Free IEEE ETS Mini-Course on the Evolution and Future of Memory Testing
Dear colleagues,
As part of the IEEE European Test Symposium (ETS), we are launching a new series of free online pre-conference mini-courses designed to strengthen our community’s shared knowledge base, given by one of the most prominent experts in the field of test.
Over the years, ETS has broadened its scope, attracting participants from diverse domains of hardware design, verification, and security. This diversity is a strength, but it also means that not everyone is familiar with the fundamental principles of IC test — which remain central to our conference.
Speaker: Prof. Said Hamdioui (TU Delft, The Netherlands)
Date: May 4, 2026 – 15:00 CEST
Duration: 90 minutes (including Q&A)
Teams link: https://teams.microsoft.com/meet/38474686263885?p=dqI4f5hMe1kIsa3HgR
Meeting ID: 384 746 862 638 85
Passcode: Py9BJ2uw
Open to all (no registration required)
Abstract
In the era of AI and Exascale computing, memory is no longer a peripheral component; it is the heart of the system. While logic testing focuses on the complexity of state transitions, memory testing must grapple with the ruthless density of physics, where billions of identical cells must coexist without mutual interference. This talk starts with a journey through the timeline of memory test, tracing the evolution from the robust, manual patterns of the 1970s to the sophisticated Built-In Self-Test (BIST) architectures of today. We will dissect why traditional methodologies often falter when faced with unique memory failure mechanisms, such as dynamic faults and complex timing-related dependencies. The conversation then shifts to the frontier: Emerging Memories (e.g., MRAM, ReRAM, FeFET). As we move beyond traditional technologies, do our legacy testing “playbooks” still hold? We will explore why conventional approaches are hitting a wall and how innovative strategies are redefining the next generation of memory quality and reliability. Join us to discover how we are reimagining the test bench for the memories of tomorrow.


### DIRECTIONS FOR THIS TASK
Copy the records below exactly as they are written.

### RECORDS SHOWN
_____

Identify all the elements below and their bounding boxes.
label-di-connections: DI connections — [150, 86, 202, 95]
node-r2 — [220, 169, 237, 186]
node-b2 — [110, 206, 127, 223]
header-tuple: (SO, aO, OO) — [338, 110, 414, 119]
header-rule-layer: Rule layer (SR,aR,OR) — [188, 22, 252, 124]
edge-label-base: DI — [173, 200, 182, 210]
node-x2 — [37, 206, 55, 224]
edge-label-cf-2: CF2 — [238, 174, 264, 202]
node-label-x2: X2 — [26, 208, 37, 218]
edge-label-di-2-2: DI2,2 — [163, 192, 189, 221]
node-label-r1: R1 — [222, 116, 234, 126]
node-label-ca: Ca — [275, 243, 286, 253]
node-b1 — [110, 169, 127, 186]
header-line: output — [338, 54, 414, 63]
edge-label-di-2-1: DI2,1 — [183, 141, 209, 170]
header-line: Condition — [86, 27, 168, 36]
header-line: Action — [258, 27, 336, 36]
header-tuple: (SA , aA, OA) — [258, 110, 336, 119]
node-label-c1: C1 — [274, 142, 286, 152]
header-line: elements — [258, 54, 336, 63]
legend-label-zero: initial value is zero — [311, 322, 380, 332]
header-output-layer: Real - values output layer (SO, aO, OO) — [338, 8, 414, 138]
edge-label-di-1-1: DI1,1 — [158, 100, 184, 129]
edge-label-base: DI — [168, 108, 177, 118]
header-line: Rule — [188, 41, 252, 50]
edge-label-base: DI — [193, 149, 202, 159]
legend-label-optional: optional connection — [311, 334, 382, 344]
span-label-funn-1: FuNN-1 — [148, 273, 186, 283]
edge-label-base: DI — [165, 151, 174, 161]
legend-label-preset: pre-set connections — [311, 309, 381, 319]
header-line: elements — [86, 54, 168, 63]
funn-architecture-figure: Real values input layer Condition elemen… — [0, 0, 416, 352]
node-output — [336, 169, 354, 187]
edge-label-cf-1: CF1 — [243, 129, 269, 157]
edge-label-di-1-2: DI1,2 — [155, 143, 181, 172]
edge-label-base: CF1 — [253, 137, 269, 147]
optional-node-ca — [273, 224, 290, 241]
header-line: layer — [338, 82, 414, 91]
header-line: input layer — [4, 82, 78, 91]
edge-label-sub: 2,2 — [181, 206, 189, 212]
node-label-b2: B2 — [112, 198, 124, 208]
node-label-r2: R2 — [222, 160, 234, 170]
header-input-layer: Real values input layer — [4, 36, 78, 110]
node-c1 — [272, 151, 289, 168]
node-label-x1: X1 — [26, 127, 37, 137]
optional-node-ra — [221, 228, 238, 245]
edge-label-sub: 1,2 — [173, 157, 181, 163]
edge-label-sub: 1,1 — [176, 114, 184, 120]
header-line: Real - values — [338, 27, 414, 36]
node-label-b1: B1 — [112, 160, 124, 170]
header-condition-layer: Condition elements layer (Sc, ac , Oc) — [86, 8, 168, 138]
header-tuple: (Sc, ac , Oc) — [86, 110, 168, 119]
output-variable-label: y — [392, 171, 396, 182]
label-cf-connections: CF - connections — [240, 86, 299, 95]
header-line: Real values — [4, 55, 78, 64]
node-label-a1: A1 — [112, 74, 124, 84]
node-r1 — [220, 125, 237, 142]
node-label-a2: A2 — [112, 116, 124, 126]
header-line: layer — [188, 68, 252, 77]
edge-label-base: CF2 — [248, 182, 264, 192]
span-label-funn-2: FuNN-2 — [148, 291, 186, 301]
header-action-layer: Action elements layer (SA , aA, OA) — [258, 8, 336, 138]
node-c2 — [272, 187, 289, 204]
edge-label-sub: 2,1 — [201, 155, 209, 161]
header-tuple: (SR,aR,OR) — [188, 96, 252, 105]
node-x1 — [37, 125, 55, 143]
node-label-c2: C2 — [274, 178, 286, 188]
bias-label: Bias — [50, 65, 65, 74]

_____

### ANSWER FOR THIS EXERCISE
Identify all the elements below and their bounding boxes.
label-di-connections: DI connections — [150, 86, 202, 95]
node-r2 — [220, 169, 237, 186]
node-b2 — [110, 206, 127, 223]
header-tuple: (SO, aO, OO) — [338, 110, 414, 119]
header-rule-layer: Rule layer (SR,aR,OR) — [188, 22, 252, 124]
edge-label-base: DI — [173, 200, 182, 210]
node-x2 — [37, 206, 55, 224]
edge-label-cf-2: CF2 — [238, 174, 264, 202]
node-label-x2: X2 — [26, 208, 37, 218]
edge-label-di-2-2: DI2,2 — [163, 192, 189, 221]
node-label-r1: R1 — [222, 116, 234, 126]
node-label-ca: Ca — [275, 243, 286, 253]
node-b1 — [110, 169, 127, 186]
header-line: output — [338, 54, 414, 63]
edge-label-di-2-1: DI2,1 — [183, 141, 209, 170]
header-line: Condition — [86, 27, 168, 36]
header-line: Action — [258, 27, 336, 36]
header-tuple: (SA , aA, OA) — [258, 110, 336, 119]
node-label-c1: C1 — [274, 142, 286, 152]
header-line: elements — [258, 54, 336, 63]
legend-label-zero: initial value is zero — [311, 322, 380, 332]
header-output-layer: Real - values output layer (SO, aO, OO) — [338, 8, 414, 138]
edge-label-di-1-1: DI1,1 — [158, 100, 184, 129]
edge-label-base: DI — [168, 108, 177, 118]
header-line: Rule — [188, 41, 252, 50]
edge-label-base: DI — [193, 149, 202, 159]
legend-label-optional: optional connection — [311, 334, 382, 344]
span-label-funn-1: FuNN-1 — [148, 273, 186, 283]
edge-label-base: DI — [165, 151, 174, 161]
legend-label-preset: pre-set connections — [311, 309, 381, 319]
header-line: elements — [86, 54, 168, 63]
funn-architecture-figure: Real values input layer Condition elemen… — [0, 0, 416, 352]
node-output — [336, 169, 354, 187]
edge-label-cf-1: CF1 — [243, 129, 269, 157]
edge-label-di-1-2: DI1,2 — [155, 143, 181, 172]
edge-label-base: CF1 — [253, 137, 269, 147]
optional-node-ca — [273, 224, 290, 241]
header-line: layer — [338, 82, 414, 91]
header-line: input layer — [4, 82, 78, 91]
edge-label-sub: 2,2 — [181, 206, 189, 212]
node-label-b2: B2 — [112, 198, 124, 208]
node-label-r2: R2 — [222, 160, 234, 170]
header-input-layer: Real values input layer — [4, 36, 78, 110]
node-c1 — [272, 151, 289, 168]
node-label-x1: X1 — [26, 127, 37, 137]
optional-node-ra — [221, 228, 238, 245]
edge-label-sub: 1,2 — [173, 157, 181, 163]
edge-label-sub: 1,1 — [176, 114, 184, 120]
header-line: Real - values — [338, 27, 414, 36]
node-label-b1: B1 — [112, 160, 124, 170]
header-condition-layer: Condition elements layer (Sc, ac , Oc) — [86, 8, 168, 138]
header-tuple: (Sc, ac , Oc) — [86, 110, 168, 119]
output-variable-label: y — [392, 171, 396, 182]
label-cf-connections: CF - connections — [240, 86, 299, 95]
header-line: Real values — [4, 55, 78, 64]
node-label-a1: A1 — [112, 74, 124, 84]
node-r1 — [220, 125, 237, 142]
node-label-a2: A2 — [112, 116, 124, 126]
header-line: layer — [188, 68, 252, 77]
edge-label-base: CF2 — [248, 182, 264, 192]
span-label-funn-2: FuNN-2 — [148, 291, 186, 301]
header-action-layer: Action elements layer (SA , aA, OA) — [258, 8, 336, 138]
node-c2 — [272, 187, 289, 204]
edge-label-sub: 2,1 — [201, 155, 209, 161]
header-tuple: (SR,aR,OR) — [188, 96, 252, 105]
node-x1 — [37, 125, 55, 143]
node-label-c2: C2 — [274, 178, 286, 188]
bias-label: Bias — [50, 65, 65, 74]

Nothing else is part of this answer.